1 British Archaeological Reports (British Series) 70 (1979), 2939.Google Scholar

2 Finberg, H. P. R. (ed.), Agrarian History of England and Wales vol. 1.2 (1972), 181.Google Scholar

3 G. Rickman, Roman Granaries and Store Buildings (1971), 293–7.

4 Columella, , Rei Rusticae i, vi, 916.Google Scholar

5 Current Archaeology xii (January, 1969), 15.Google Scholar

6 B. Philp, Excavations in West Kent 1960–1970 (1973), 127–32.

7 ibid., 125–7.

8 These granaries at Darenth, that at Lullingstone (2,065 Sq. ft.), and that at Horton Kirby (probably well in excess of 2,000 sq. ft.), all in the Darent valley in West Kent, seem to form a local group of very large ‘granaries’. It is possible that they were used to store other produce as well as grain. They compare well with the floor area of the granary (building iii) at Köln-Müngersdorf. There, there were raised storage areas on either side of a central passage, probably for carts to enter the building. Each raised area was about 791 sq. ft. (73·5 sq. m), and a similar amount of space was provided by two smaller rooms attached to the north and south ends of the building. This gave a total of 2,373 sq. ft. of storage space. Lullingstone: Lt. Col. G. W. Meates, The Lullingstone Roman Villa, Vol. 1 – The Site (1979), 111–18; Horton Kirby: B. and E. Philp, Archaeological Excavations in the Darent Valley, 10–11; Köln-Müngersdorf: F. Fremersdorf, Der römische Gutshof Köln-Müngersdorf (1933), 32–5 and pls. 7 and 13.
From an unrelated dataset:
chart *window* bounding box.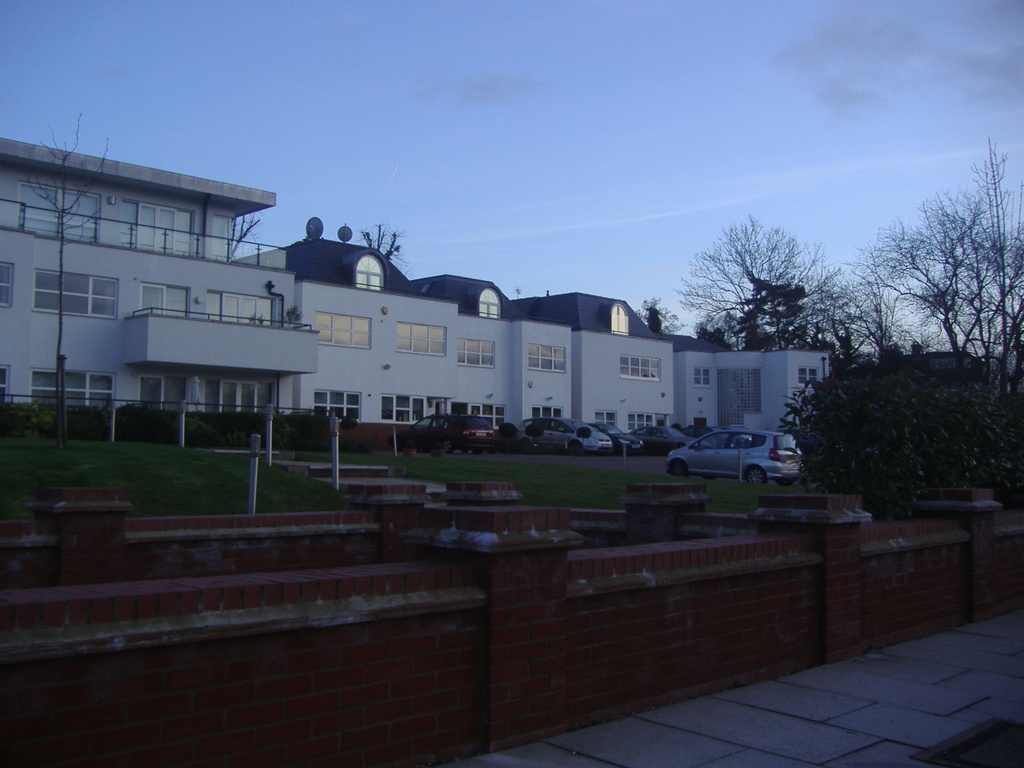
Charted: {"left": 477, "top": 287, "right": 502, "bottom": 319}.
9 I. M. Stead, Excavations at Winterton Roman Villa and Other Roman Sites in North Lincolnshire (1976), 26–36 and 91.

10 P. Corder (ed.), The Roman Town and Villa at Great Casterton: Second Interim Report (1954), 19–24.

11 Britannia viii (1977), 401–2.Google Scholar

12 The provisional datings given in Britannia viii (see note 11) and in Britannia ix (1978), 445Google Scholar, seem to make the porched building contemporary with a tower granary of the early second century.

13 Sussex Arch. Colls, lxxxix (1950), 156.Google Scholar

14 Agricultural Buildings in Roman Britain (1979), 193–99.